Judith Graham Pool | |
---|---|
Born |
Queens, New York, USA |
June 1, 1919
Died | July 13, 1975 Stanford, California, USA |
(aged 56)
Citizenship | United States |
Alma mater | University of Chicago |
Known for | Discovery of cryoprecipitate |
Scientific career | |
Fields | Medicine |
Institutions | Stanford University |
Judith Graham Pool (June 1, 1919 - July 13, 1975) was an American scientist. She is best known for the discovery of cryoprecipitation, a process for creating concentrated blood clotting factors which significantly improved the quality of life for hemophiliacs around the world.
Judith Graham was born in Queens, N.Y. into a Jewish family. Her mother was a school teacher and her father was a stockbroker. She married Ithiel de Sola Pool, a political scientist, in her junior year in College. She stopped her graduate program when she gave birth to her two sons, Jonathan Robert and Jeremy David Pool, in the 1940s. She got a divorce in the 1950s and moved to Oslo, Norway in 1958 - 1959. She had a daughter twenty years after the birth of her second son, then she married Maurice Sokolow, professor of medicine and hematology. Their marriage ended three years after. Judith Pool died when she was 56 from a brain tumor.
Pool studied physics at the University of Chicago, then she went on to graduate work and served as an assistant in her department. She taught physics at Hobart College in Geneva, N.Y., while writing her dissertation on the electrophysiology of muscle fibers. She finally completed her degree in 1946, produced a remarkable study of the electropotential of a single isolated muscle fiber. After her doctoral degree, She moved to California with her family and obtained a research position at the Stanford Research Institute. In 1953, she began to do blood coagulation studies at the Stanford School of Medicine as a research fellow supported by a Bank of America-Giannini Foundation grant. She went to Oslo, Norway, on a Fulbright research fellowship.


## Problem requirements
The listing below holds a line with "You are a GUI" and a later line with "This screenshot has width=1179, height=545.". Write out those two lines and every line between them, exactly, and nothing else.

- Opening Delimiter -

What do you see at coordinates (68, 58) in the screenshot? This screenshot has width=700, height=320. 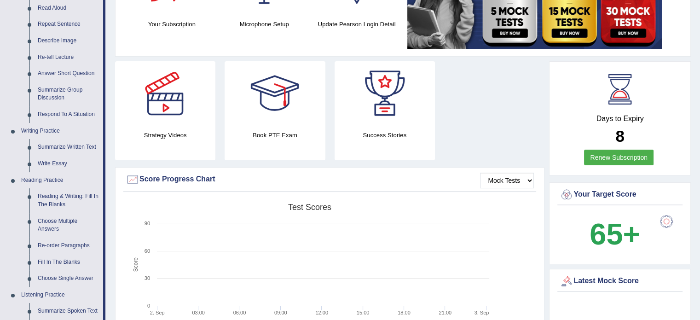 I see `a: Re-tell Lecture` at bounding box center [68, 58].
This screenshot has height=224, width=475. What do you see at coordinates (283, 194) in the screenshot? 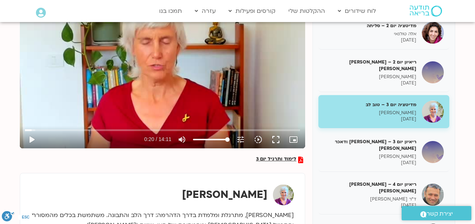
I see `img: סנדיה בר קמה` at bounding box center [283, 194].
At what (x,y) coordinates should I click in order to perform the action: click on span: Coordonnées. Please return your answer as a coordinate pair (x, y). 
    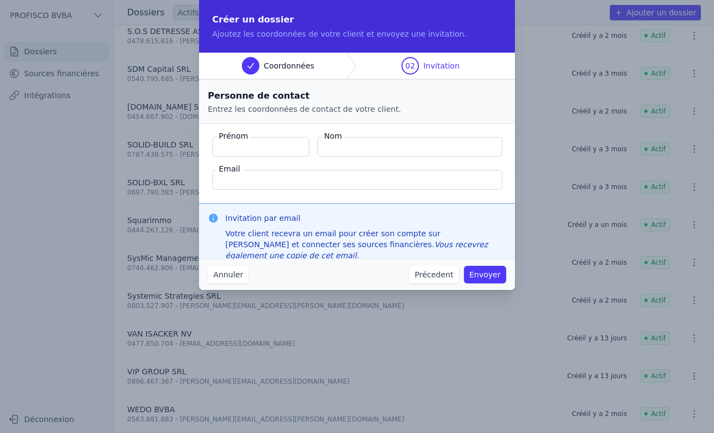
    Looking at the image, I should click on (289, 66).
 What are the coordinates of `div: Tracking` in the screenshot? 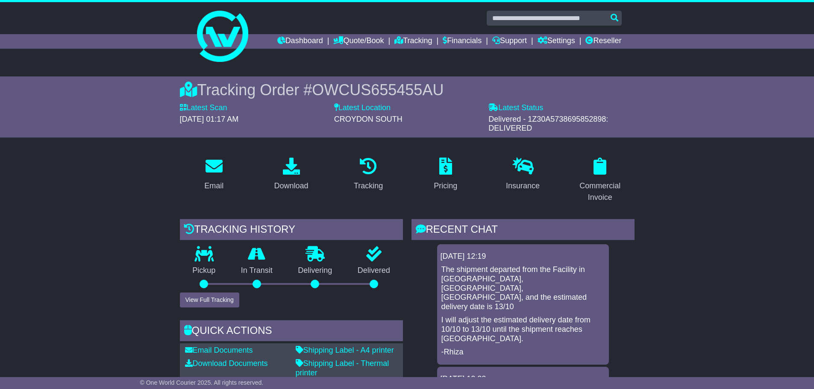 It's located at (369, 186).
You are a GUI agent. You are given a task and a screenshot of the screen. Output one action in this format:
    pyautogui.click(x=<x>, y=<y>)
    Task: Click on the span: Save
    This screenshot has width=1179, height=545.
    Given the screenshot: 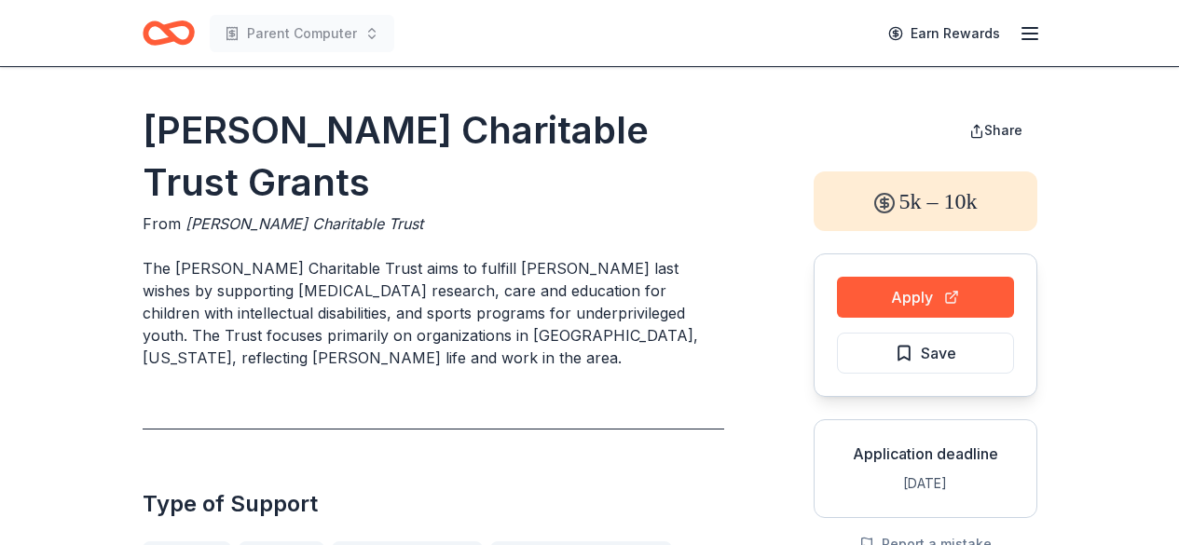 What is the action you would take?
    pyautogui.click(x=938, y=353)
    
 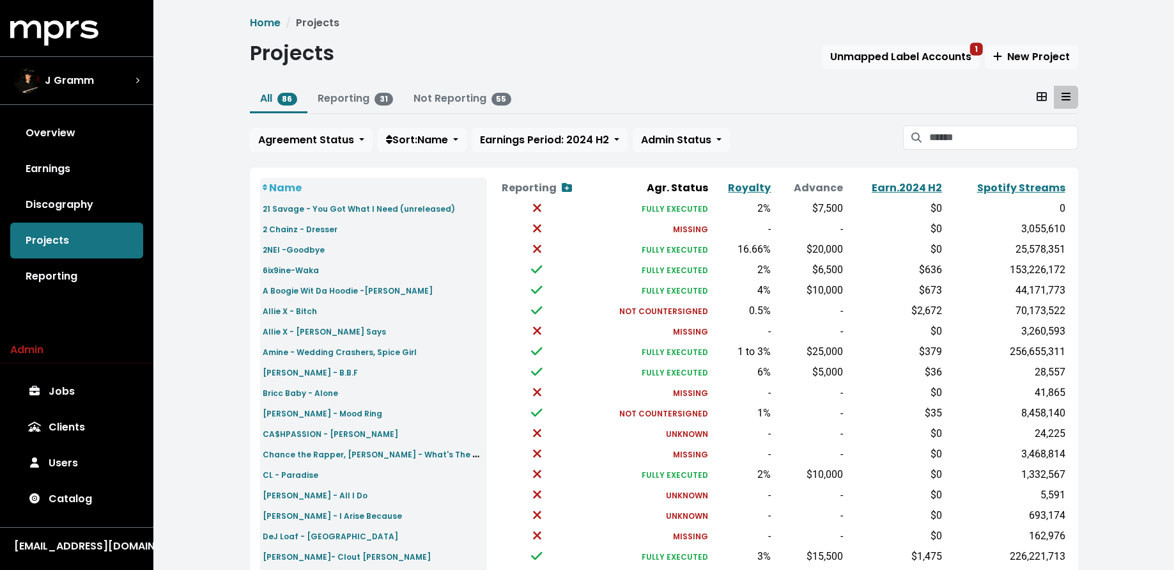 I want to click on td: $36, so click(x=896, y=372).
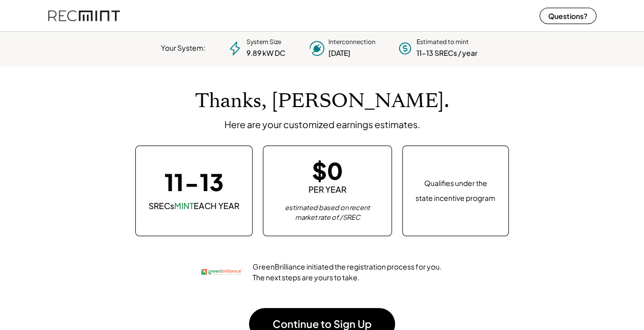  Describe the element at coordinates (456, 197) in the screenshot. I see `div: state incentive program` at that location.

- Closing Delimiter -

## Response
You are a GUI agent. You are given a task and a screenshot of the screen. Output one action in this format:
    pyautogui.click(x=<x>, y=<y>)
    Task: Click on the span: Save
    This screenshot has width=1179, height=545.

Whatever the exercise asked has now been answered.